The bank expects the economy to expand 2.9 percent this year, compared with a 1.8 percent contraction in 2009.
Inflation, which reached 4.6 percent in May, will stay inside the 3 percent to 6 percent target until the end of 2012, Marcus said. The inflation rate will probably average 4.5 percent in the third quarter and “increase moderately thereafter,” with the bank’s inflation forecast remaining unchanged from the previous meeting, she said.

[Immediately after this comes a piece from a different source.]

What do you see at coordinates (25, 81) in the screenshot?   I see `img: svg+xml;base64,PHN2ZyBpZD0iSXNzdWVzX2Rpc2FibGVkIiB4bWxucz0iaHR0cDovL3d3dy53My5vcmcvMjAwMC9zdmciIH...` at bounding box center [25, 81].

“The outlook remains favorable, with inflation expected to remain within the inflation target range for some time, against a backdrop of a benign global inflation environment,” Marcus said.
Wage Costs
Rising wage and administered prices, such as electricity prices, are the “main upside risks to the inflation outlook,” Marcus said. Transnet Ltd., the state-owned rail and ports company, agreed to increase workers’ pay by 11 percent in May to end an 18-day wage strike that curbed exports. Teachers, nurses and other government workers may go on strike next week to demand a pay increase of 8.6 percent, a labor union said yesterday.
“By September we believe the Reserve Bank will be surprised to the upside by both growth and inflation as the recovery takes hold further and so we see no opportunity for a cut at that time,” Peter Attard Montalto, an economist at Nomura Plc in London, said in a note to clients.